The Eugene Water and Electric Board unveiled a plan to permanently add a trap-and-haul fish passage at the Trail Bridge Dam in eastern Lane County.
The utility says it will complete work on the downstream fish passage by 2030 and upstream by 2032.
EWEB agreed to build fish passages in 2008. An environmental group sued the utility earlier this year alleging its delay violated the Endangered Species Act. Two of the fish who are cut off from spawning grounds by Trail Bridge Dam are endangered Chinook salmon and bull trout.
A spokesperson for the utility said the new proposal is unrelated to that lawsuit.
"The discussions we launched with the federal regulatory agencies, the US Fish and Wildlife Service and National Marine Fisheries Service, started before the lawsuit was filed. So we were embarking on this process before any litigation occurred," said Aaron Orlowski.
The river is a migratory path for endangered Chinook salmon and bull trout.
Cascadia Wildland, which filed the lawsuit against EWEB, said this is further delay to the project, which was originally agreed to in 2008.
“These species, they just can’t continue to experience that delay. These are really important cold, refugial waters for these two species that continue to decline,” said Cascadia Wildland Conservation Director Bethany Cotton.
The utility agreed to build a fish ladder in earlier plans, but later said it would switch to a trap-and-haul operation.
Cotton said trap-and-haul leaves the operation vulnerable to highway closures in an area that has experienced intermittent wildfire closures in recent years.
Trail Bridge Dam is one of three dams that make up the Carmen-Smith Hydroelectric Project along the McKenzie River.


» WHAT YOU NEED TO DO: Without including any pictures, please copy every entry below exactly.

Dataset records on visual material
Segment Open
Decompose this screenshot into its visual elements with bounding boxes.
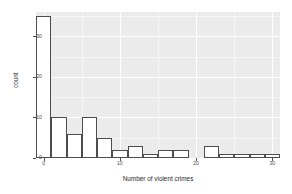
histogram-chart: 0102030 count 0102030 Number of violent … [0,0,292,194]
y-axis-tick-label: 10 [24,115,42,120]
histogram-bar [158,150,173,158]
histogram-bar [250,154,265,158]
histogram-bar [112,150,127,158]
histogram-bar [128,146,143,158]
gridline-vertical-major [120,12,121,158]
x-axis-tick-label: 20 [186,161,206,166]
histogram-bar [67,134,82,158]
y-axis-tick-label: 0 [24,155,42,160]
histogram-bar [97,138,112,158]
histogram-bar [219,154,234,158]
histogram-bar [82,117,97,158]
plot-panel [36,12,280,158]
x-axis-tick-label: 0 [34,161,54,166]
x-axis-tick-label: 10 [110,161,130,166]
x-axis-tick-label: 30 [262,161,282,166]
histogram-bar [234,154,249,158]
y-axis-tick-label: 20 [24,74,42,79]
gridline-vertical-major [272,12,273,158]
gridline-vertical-major [196,12,197,158]
histogram-bar [51,117,66,158]
histogram-bar [173,150,188,158]
gridline-vertical-minor [158,12,159,158]
x-axis-title: Number of violent crimes [36,176,280,182]
y-axis-title: count [13,50,19,110]
gridline-vertical-minor [234,12,235,158]
histogram-bar [143,154,158,158]
histogram-bar [204,146,219,158]
y-axis-tick-label: 30 [24,34,42,39]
Segment Closed
» ANSWER BELOW:
Decompose this screenshot into its visual elements with bounding boxes.
histogram-chart: 0102030 count 0102030 Number of violent … [0,0,292,194]
y-axis-tick-label: 10 [24,115,42,120]
histogram-bar [158,150,173,158]
histogram-bar [250,154,265,158]
histogram-bar [112,150,127,158]
histogram-bar [128,146,143,158]
gridline-vertical-major [120,12,121,158]
x-axis-tick-label: 20 [186,161,206,166]
histogram-bar [67,134,82,158]
y-axis-tick-label: 0 [24,155,42,160]
histogram-bar [97,138,112,158]
histogram-bar [219,154,234,158]
histogram-bar [82,117,97,158]
plot-panel [36,12,280,158]
x-axis-tick-label: 0 [34,161,54,166]
x-axis-tick-label: 10 [110,161,130,166]
x-axis-tick-label: 30 [262,161,282,166]
histogram-bar [234,154,249,158]
y-axis-tick-label: 20 [24,74,42,79]
gridline-vertical-major [272,12,273,158]
gridline-vertical-major [196,12,197,158]
histogram-bar [51,117,66,158]
histogram-bar [173,150,188,158]
gridline-vertical-minor [158,12,159,158]
x-axis-title: Number of violent crimes [36,176,280,182]
y-axis-title: count [13,50,19,110]
gridline-vertical-minor [234,12,235,158]
histogram-bar [143,154,158,158]
histogram-bar [204,146,219,158]
y-axis-tick-label: 30 [24,34,42,39]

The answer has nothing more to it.